And what sets apart those who actually win with it
These days, it’s hard to find a business that isn’t talking about artificial intelligence. Presentations, pitches, reports, strategies — AI is everywhere.
But dig a little deeper, and in 80% of cases, it’s just for show. There are no real implementations, no measurable results — just talk.Why is this happening?
Despite the accessibility of the technology, many businesses still struggle to get started.
The AI Paradox: Everyone Talks, Few Implement
Entrepreneur and AI founder Dmitry Karpov calls this stage the “zero cycle of maturity”:
“Today, AI is like a gym membership. Everyone’s bought one, but hardly anyone actually goes.”
One of his slides cites a study of large corporations:
- 85% of companies are experimenting with AI
- But only about 10% have real production use cases
- In critical areas like HR, legal, and finance — there are virtually no full-scale deployments
But why?
1. AI ≠ a Fancy Dashboard
The first mistake: seeing AI as a “magic button.” Expectations are sky-high, understanding is surface-level.
So companies build MVPs, run pilots, do integrations — and then… nothing happens.
The reality: AI is not a product — it’s infrastructure. Its value only emerges when deeply embedded into real business workflows.
2. No Real Business Need — Just Hype
One of the most common requests:
“Build us a bot like OpenAI’s.”
Why? What business outcome will it improve?
Silence.
What works:
Start with the question:
“What could we improve in our business with AI — in a way that impacts revenue, time, or quality?”
AI for the sake of AI is like a car with no steering wheel — looks powerful, goes nowhere.
3. Lack of Infrastructure
Many companies try to integrate AI into processes that… don’t actually exist.
Like a “bot to analyze the CRM” — when the CRM is only 20% filled out, and half the data lives in Google Docs.
Or “automated marketing” — without a content database or clear success metrics.
AI only amplifies what already works.
It doesn’t build systems from scratch. That’s why it demands maturity — even if only in one focused area.
4. People Aren’t Ready
AI is intimidating — and that’s normal.
Employees fear layoffs.
Managers fear losing control.
Executives fear being responsible for uncertain experiments.
What helps:
- Explain that AI doesn’t replace people — it redistributes workload
- Launch first projects that support specific teams
- Let people experiment, explore, and see the value firsthand
AI isn’t just about code — it’s about culture.

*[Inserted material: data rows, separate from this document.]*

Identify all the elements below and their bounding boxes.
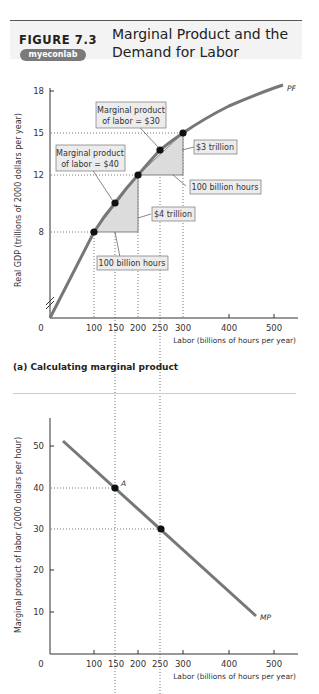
bottom-y-axis-label: Marginal product of labor (2000 dollars … [14,437,23,633]
bottom-x-tick-100: 100 [86,659,102,669]
point-100-8 [90,228,97,235]
bottom-y-tick-10: 10 [33,607,44,617]
mp30-callout: Marginal product of labor = $30 [96,102,166,128]
bottom-y-tick-30: 30 [33,524,44,534]
panel-a-caption: (a) Calculating marginal product [13,362,178,372]
production-function-chart: Real GDP (trillions of 2000 dollars per … [14,84,298,694]
top-x-tick-0: 0 [38,323,43,333]
top-x-tick-250: 250 [152,323,168,333]
svg-text:100 billion hours: 100 billion hours [192,183,259,192]
pf-curve [50,85,283,318]
mp40-callout: Marginal product of labor = $40 [56,145,125,171]
bottom-y-tick-50: 50 [33,441,44,451]
top-y-tick-18: 18 [33,86,44,96]
svg-text:of labor = $40: of labor = $40 [61,160,119,169]
bottom-y-tick-20: 20 [33,565,44,575]
bottom-x-tick-150: 150 [108,659,124,669]
bottom-x-tick-500: 500 [266,659,282,669]
bottom-x-tick-0: 0 [38,659,43,669]
top-y-tick-15: 15 [33,128,44,138]
svg-text:of labor = $30: of labor = $30 [102,117,160,126]
top-x-tick-400: 400 [221,323,237,333]
bottom-x-tick-200: 200 [130,659,146,669]
top-y-tick-8: 8 [39,227,44,237]
point-a [111,484,118,491]
point-300-15 [179,129,186,136]
bottom-x-axis-label: Labor (billions of hours per year) [173,672,296,681]
top-x-tick-300: 300 [175,323,191,333]
top-x-tick-100: 100 [86,323,102,333]
top-x-tick-200: 200 [130,323,146,333]
hours-label-b: 100 billion hours [190,180,261,194]
pf-label: PF [287,84,297,93]
three-trillion-label: $3 trillion [194,140,237,154]
point-250 [156,146,163,153]
point-200-12 [134,171,141,178]
bottom-x-tick-300: 300 [175,659,191,669]
point-250-30 [157,525,164,532]
svg-text:Marginal product: Marginal product [56,149,124,158]
bottom-x-tick-400: 400 [221,659,237,669]
svg-text:$3 trillion: $3 trillion [196,143,234,152]
mp-label: MP [260,613,271,622]
bottom-y-tick-40: 40 [33,483,44,493]
svg-text:Marginal product: Marginal product [97,106,165,115]
svg-text:$4 trillion: $4 trillion [154,210,192,219]
top-y-tick-12: 12 [33,170,44,180]
top-x-axis-label: Labor (billions of hours per year) [173,336,296,345]
figure-charts: Real GDP (trillions of 2000 dollars per … [0,0,319,694]
top-y-axis-label: Real GDP (trillions of 2000 dollars per … [14,113,23,287]
top-x-tick-500: 500 [266,323,282,333]
marginal-product-chart: Marginal product of labor (2000 dollars … [14,418,298,681]
svg-text:100 billion hours: 100 billion hours [99,259,166,268]
hours-label-a: 100 billion hours [97,256,168,270]
panel-divider [13,393,296,394]
point-a-label: A [120,479,126,488]
top-x-tick-150: 150 [108,323,124,333]
four-trillion-label: $4 trillion [152,207,195,221]
bottom-x-tick-250: 250 [152,659,168,669]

5. Wrong Level of Implementation
There are two ways to approach AI:
Bottom-up: Automate tasks
- Invoice analysis
- Responding to customer queries
- Aggregating data from multiple systems
These cases are simple, useful, and deliver quick ROI — but their impact caps out at 5–10% efficiency gain.
Top-down: Automate business goals
- Grow revenue
- Shorten sales cycles
- Improve diagnostic accuracy in healthcare
Companies that truly win with AI start with the goal, not the tool.
They don’t ask “What kind of bot should we build?”, they ask:
“How can we grow revenue by 20% while doing less?”
What Sets Real AI Leaders Apart
- A strong product or tech founder/CTO who connects business and tech
- A clear problem with measurable results
- Flexibility: test → adapt → scale
Focus on value today, not disruption tomorrow
Where AI Is Already Delivering Results
Sales: uncovering untouched leads, nudging reps, improving scripts
Marketing: personalized landing pages, content refreshes, audience segmentation
Healthcare: protocol compliance tracking, avoiding insurance penalties
Legal firms: contract pre-analysis, draft generation, anomaly detection
Real estate: property recommendations, automated communications
We’re Still at the Beginning
AI isn’t a hype wave. It’s a new operating system for business.
But like any OS — it needs apps, processes, and users to make it work.The question isn’t if you should use it.
The question is: When will you start using it for real?
Ready to move from talk to action?
Join the San Francisco Innovation Hub Bootcamp —
We help entrepreneurs:
- Identify where AI can bring the most value
- Find the right partners and integrators
Move from theory to real-world implementation.